Rabbi Fox's Message for April 2010


From Narrow Places to Open Spaces



Lord Thomas Dewar, a 19th-century Scottish conservative politician and Scotch whiskey maker, cultivated sayings that he felt led one to a successful life. One of his most well-known sayings is a call to the natural adventure of the human spirit: “Minds are like parachutes, they only function when open,” he observed.

While a bit of a cliché, Dewar’s words have behind them an essence of responsibility. We have been given something of value – our ability to reason – and when we do not utilize that reason, we do no justice to such a special gift. You see, with that gift comes responsibility.

And so it is with the message of Passover. We honor God’s gift of redemption not by wasting it or ignoring it but instead we honor the gift of freedom and Peoplehood with what accompanies it: An obligation to one another.

We have spent a year, decades, even a century and more, debating the merits of caring for each other in our adopted nation. And last month we witnessed, for better or worse, an attempt to put into practice that lesson of reflecting God’s redemptive power of healing. In this debate, what has been lost on most people, by my reckoning, is the ability to reason; the Godly gift of being able to measure with honesty the choices before us. Whether spitting words or bullets,
whether throwing bricks or accusations, our holy texts tell us that God is diminished when we remain silent in the face of harm experienced by our fellow. The Torah places before us both the obligation to love each other just as it does to rebuke each other, but nowhere does it speak of removing the blessings of God from well-meaning and loving people.

Even when frightened or angry, we must follow the classic methodology that the wise among us have employed: ‘An ounce of encouragement is worth more than a pound of criticism.’

As someone who has suffered and nearly died because of the excesses of our present health insurance system, and as a man of God who has faith in the message that pervades the Torah and every Jewish holy text, namely that we are raised up in holiness by the very act of reaching out to heal one another, you might easily guess where I stand on this issue. And yet, for the purposes of this topic, that is far less relevant than what is most important for you to hear from your Rabbi: We must justify our freedom. We must meet the obligation that is mated to our liberty and honor God’s honoring us through the freedom our ancestors. All this we must do if we are to reflect God in the lives we lead day in and day out. Simply put: Doing so – cultivating a holy life – does not and cannot possibly include causeless hatred, sinnat chinam.

Let us leave behind our nation’s narrow places, our American mitzrayim (Egypt – literally, “narrow places”), and live our lives in dedication to God’s love and to “holy living.” Let us remember that those of us with voices are obligated to speak out, to act, to empathize (the Hagaddah and the Torah say “remember”), so that all of us are closer to “whole-ness.”

It is our devotion to redemption – reflecting the love God showed our ancestors by showing that same love to others – that will bring us from our narrow places and lead us to rejoice in the blessings that we have been granted. We must do this so that, when asked for what we stand as Jews (especially during the holiday of Passover), we may answer without reservation: “We believe that we must follow God’s example in helping our fellow from narrow places to open spaces.” It is that that will lead us to listen and to love one other this year and every year.

May you and your family experience a truly meaningful Pesach and may you find freedom from all of your narrow places.

My wife, Sarah, and I wish you “Ah zissen und ah kasher Pesach” – a sweet and kosher Passover!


• TASK DESCRIPTION: Make an exact copy of the listing so that no picture is carried over.

───

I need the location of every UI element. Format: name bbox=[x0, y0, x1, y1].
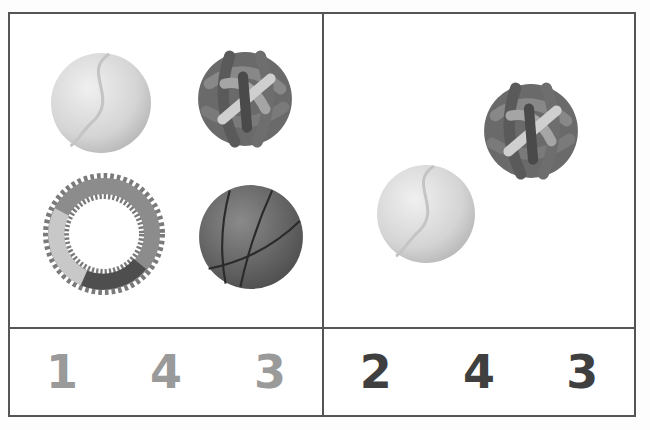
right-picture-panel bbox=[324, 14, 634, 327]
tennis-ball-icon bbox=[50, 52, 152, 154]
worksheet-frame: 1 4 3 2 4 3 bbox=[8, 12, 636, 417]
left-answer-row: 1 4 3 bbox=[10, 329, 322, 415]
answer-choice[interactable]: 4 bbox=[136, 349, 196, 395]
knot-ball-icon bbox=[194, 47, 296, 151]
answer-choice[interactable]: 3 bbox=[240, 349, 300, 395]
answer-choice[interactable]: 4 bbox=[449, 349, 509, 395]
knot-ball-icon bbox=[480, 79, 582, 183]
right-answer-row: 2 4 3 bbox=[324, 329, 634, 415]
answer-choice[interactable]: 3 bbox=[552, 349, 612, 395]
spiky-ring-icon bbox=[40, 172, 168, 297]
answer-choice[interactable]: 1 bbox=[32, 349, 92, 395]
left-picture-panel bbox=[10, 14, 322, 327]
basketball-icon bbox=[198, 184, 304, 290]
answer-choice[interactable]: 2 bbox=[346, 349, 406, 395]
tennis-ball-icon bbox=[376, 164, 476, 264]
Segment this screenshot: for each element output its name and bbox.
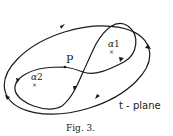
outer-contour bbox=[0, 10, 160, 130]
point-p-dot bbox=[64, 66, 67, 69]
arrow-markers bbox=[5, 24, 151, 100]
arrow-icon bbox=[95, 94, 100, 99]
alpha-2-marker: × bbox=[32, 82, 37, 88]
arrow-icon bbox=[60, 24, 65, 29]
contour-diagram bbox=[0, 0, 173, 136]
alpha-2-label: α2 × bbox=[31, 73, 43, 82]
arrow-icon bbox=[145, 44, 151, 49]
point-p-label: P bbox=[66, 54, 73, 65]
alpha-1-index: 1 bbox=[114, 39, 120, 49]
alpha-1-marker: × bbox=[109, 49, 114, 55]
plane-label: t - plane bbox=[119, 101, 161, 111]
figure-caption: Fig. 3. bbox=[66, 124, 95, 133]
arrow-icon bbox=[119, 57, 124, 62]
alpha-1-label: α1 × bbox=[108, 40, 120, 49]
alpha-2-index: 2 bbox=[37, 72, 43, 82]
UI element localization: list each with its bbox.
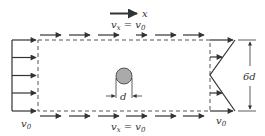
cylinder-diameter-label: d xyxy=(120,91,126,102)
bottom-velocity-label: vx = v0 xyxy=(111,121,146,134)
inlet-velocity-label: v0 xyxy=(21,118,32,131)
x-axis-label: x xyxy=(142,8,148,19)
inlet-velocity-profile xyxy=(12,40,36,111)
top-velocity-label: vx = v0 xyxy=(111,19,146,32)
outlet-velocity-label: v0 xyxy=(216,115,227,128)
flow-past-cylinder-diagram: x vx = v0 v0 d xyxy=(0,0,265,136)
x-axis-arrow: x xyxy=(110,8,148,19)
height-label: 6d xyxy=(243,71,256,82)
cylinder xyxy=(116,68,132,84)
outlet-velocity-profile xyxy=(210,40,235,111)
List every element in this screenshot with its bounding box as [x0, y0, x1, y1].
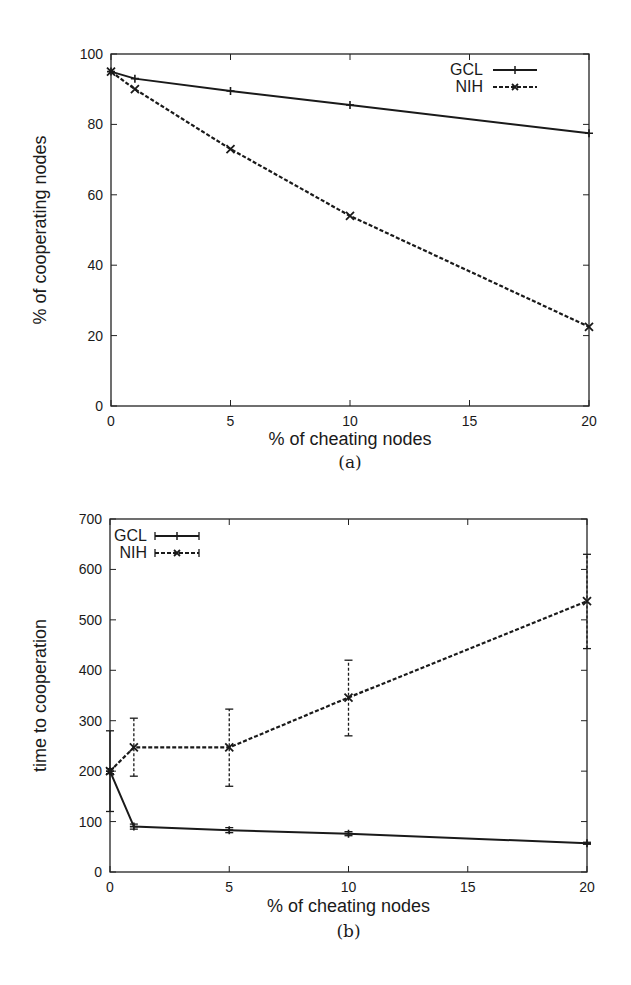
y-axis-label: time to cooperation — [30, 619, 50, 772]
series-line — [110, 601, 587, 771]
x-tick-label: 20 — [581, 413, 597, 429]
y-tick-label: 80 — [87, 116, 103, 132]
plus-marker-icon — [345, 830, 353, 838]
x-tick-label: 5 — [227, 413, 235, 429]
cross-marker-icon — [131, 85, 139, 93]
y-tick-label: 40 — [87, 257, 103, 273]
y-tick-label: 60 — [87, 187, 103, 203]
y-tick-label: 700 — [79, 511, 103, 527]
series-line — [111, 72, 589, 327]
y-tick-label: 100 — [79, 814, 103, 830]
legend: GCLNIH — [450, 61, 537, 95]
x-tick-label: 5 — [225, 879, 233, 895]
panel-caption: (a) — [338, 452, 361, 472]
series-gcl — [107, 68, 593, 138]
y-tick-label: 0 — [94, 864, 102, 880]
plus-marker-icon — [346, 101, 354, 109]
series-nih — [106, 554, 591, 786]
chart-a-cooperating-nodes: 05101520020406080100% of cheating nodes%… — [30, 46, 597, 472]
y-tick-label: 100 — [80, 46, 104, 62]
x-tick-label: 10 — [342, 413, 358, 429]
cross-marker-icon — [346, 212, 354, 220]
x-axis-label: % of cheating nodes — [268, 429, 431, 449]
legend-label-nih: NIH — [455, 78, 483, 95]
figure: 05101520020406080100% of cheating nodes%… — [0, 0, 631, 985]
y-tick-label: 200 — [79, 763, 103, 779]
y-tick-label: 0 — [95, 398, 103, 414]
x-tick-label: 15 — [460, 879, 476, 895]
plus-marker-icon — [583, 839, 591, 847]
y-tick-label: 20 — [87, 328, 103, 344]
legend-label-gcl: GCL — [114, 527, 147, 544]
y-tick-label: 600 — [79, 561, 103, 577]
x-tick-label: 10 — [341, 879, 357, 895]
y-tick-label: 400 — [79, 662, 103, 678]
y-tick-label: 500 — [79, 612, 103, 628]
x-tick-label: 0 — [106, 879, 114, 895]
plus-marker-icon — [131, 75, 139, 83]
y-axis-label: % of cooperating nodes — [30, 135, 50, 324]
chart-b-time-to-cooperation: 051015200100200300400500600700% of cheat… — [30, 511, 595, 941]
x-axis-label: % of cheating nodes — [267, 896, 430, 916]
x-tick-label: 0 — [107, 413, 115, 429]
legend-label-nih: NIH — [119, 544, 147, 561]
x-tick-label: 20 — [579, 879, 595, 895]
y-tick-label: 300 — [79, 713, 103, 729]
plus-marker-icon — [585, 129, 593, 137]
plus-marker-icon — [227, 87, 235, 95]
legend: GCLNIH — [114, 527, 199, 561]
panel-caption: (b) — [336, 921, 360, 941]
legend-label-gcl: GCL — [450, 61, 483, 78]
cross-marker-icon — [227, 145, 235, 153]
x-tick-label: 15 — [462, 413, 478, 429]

───

• RESULT FOR THIS TASK:
I need the location of every UI element. Format: name bbox=[x0, y0, x1, y1].
right-picture-panel bbox=[324, 14, 634, 327]
tennis-ball-icon bbox=[50, 52, 152, 154]
worksheet-frame: 1 4 3 2 4 3 bbox=[8, 12, 636, 417]
left-answer-row: 1 4 3 bbox=[10, 329, 322, 415]
answer-choice[interactable]: 4 bbox=[136, 349, 196, 395]
knot-ball-icon bbox=[194, 47, 296, 151]
answer-choice[interactable]: 3 bbox=[240, 349, 300, 395]
answer-choice[interactable]: 4 bbox=[449, 349, 509, 395]
knot-ball-icon bbox=[480, 79, 582, 183]
right-answer-row: 2 4 3 bbox=[324, 329, 634, 415]
answer-choice[interactable]: 3 bbox=[552, 349, 612, 395]
spiky-ring-icon bbox=[40, 172, 168, 297]
answer-choice[interactable]: 1 bbox=[32, 349, 92, 395]
left-picture-panel bbox=[10, 14, 322, 327]
basketball-icon bbox=[198, 184, 304, 290]
answer-choice[interactable]: 2 bbox=[346, 349, 406, 395]
tennis-ball-icon bbox=[376, 164, 476, 264]
Segment this screenshot: for each element output its name and bbox.
outer-contour bbox=[0, 10, 160, 130]
point-p-dot bbox=[64, 66, 67, 69]
arrow-markers bbox=[5, 24, 151, 100]
arrow-icon bbox=[95, 94, 100, 99]
alpha-2-marker: × bbox=[32, 82, 37, 88]
arrow-icon bbox=[60, 24, 65, 29]
contour-diagram bbox=[0, 0, 173, 136]
alpha-2-label: α2 × bbox=[31, 73, 43, 82]
arrow-icon bbox=[145, 44, 151, 49]
point-p-label: P bbox=[66, 54, 73, 65]
alpha-1-index: 1 bbox=[114, 39, 120, 49]
alpha-1-marker: × bbox=[109, 49, 114, 55]
plane-label: t - plane bbox=[119, 101, 161, 111]
figure-caption: Fig. 3. bbox=[66, 124, 95, 133]
arrow-icon bbox=[119, 57, 124, 62]
alpha-1-label: α1 × bbox=[108, 40, 120, 49]
alpha-2-index: 2 bbox=[37, 72, 43, 82]
UI element localization: list each with its bbox.
cylinder-diameter-label: d xyxy=(120,91,126,102)
bottom-velocity-label: vx = v0 xyxy=(111,121,146,134)
inlet-velocity-label: v0 xyxy=(21,118,32,131)
x-axis-label: x xyxy=(142,8,148,19)
inlet-velocity-profile xyxy=(12,40,36,111)
top-velocity-label: vx = v0 xyxy=(111,19,146,32)
outlet-velocity-label: v0 xyxy=(216,115,227,128)
flow-past-cylinder-diagram: x vx = v0 v0 d xyxy=(0,0,265,136)
x-axis-arrow: x xyxy=(110,8,148,19)
height-label: 6d xyxy=(243,71,256,82)
cylinder xyxy=(116,68,132,84)
outlet-velocity-profile xyxy=(210,40,235,111)
List every element in this screenshot with its bounding box as [x0, y0, x1, y1].
y-axis-label: time to cooperation — [30, 619, 50, 772]
series-line — [110, 601, 587, 771]
x-tick-label: 20 — [581, 413, 597, 429]
y-tick-label: 80 — [87, 116, 103, 132]
plus-marker-icon — [345, 830, 353, 838]
x-tick-label: 5 — [227, 413, 235, 429]
cross-marker-icon — [131, 85, 139, 93]
y-tick-label: 40 — [87, 257, 103, 273]
y-tick-label: 60 — [87, 187, 103, 203]
y-tick-label: 700 — [79, 511, 103, 527]
series-line — [111, 72, 589, 327]
y-tick-label: 100 — [79, 814, 103, 830]
legend: GCLNIH — [450, 61, 537, 95]
x-tick-label: 5 — [225, 879, 233, 895]
panel-caption: (a) — [338, 452, 361, 472]
series-gcl — [107, 68, 593, 138]
y-tick-label: 0 — [94, 864, 102, 880]
plus-marker-icon — [346, 101, 354, 109]
series-nih — [106, 554, 591, 786]
chart-a-cooperating-nodes: 05101520020406080100% of cheating nodes%… — [30, 46, 597, 472]
y-tick-label: 100 — [80, 46, 104, 62]
x-tick-label: 10 — [342, 413, 358, 429]
cross-marker-icon — [346, 212, 354, 220]
x-axis-label: % of cheating nodes — [268, 429, 431, 449]
legend-label-nih: NIH — [455, 78, 483, 95]
figure: 05101520020406080100% of cheating nodes%… — [0, 0, 631, 985]
y-tick-label: 200 — [79, 763, 103, 779]
y-tick-label: 0 — [95, 398, 103, 414]
x-tick-label: 15 — [460, 879, 476, 895]
plus-marker-icon — [583, 839, 591, 847]
y-tick-label: 20 — [87, 328, 103, 344]
legend-label-gcl: GCL — [114, 527, 147, 544]
y-tick-label: 600 — [79, 561, 103, 577]
x-tick-label: 10 — [341, 879, 357, 895]
y-tick-label: 400 — [79, 662, 103, 678]
y-tick-label: 500 — [79, 612, 103, 628]
x-tick-label: 0 — [106, 879, 114, 895]
plus-marker-icon — [131, 75, 139, 83]
y-axis-label: % of cooperating nodes — [30, 135, 50, 324]
chart-b-time-to-cooperation: 051015200100200300400500600700% of cheat… — [30, 511, 595, 941]
x-axis-label: % of cheating nodes — [267, 896, 430, 916]
x-tick-label: 0 — [107, 413, 115, 429]
legend-label-nih: NIH — [119, 544, 147, 561]
x-tick-label: 20 — [579, 879, 595, 895]
y-tick-label: 300 — [79, 713, 103, 729]
plus-marker-icon — [585, 129, 593, 137]
plus-marker-icon — [227, 87, 235, 95]
legend: GCLNIH — [114, 527, 199, 561]
panel-caption: (b) — [336, 921, 360, 941]
legend-label-gcl: GCL — [450, 61, 483, 78]
cross-marker-icon — [227, 145, 235, 153]
x-tick-label: 15 — [462, 413, 478, 429]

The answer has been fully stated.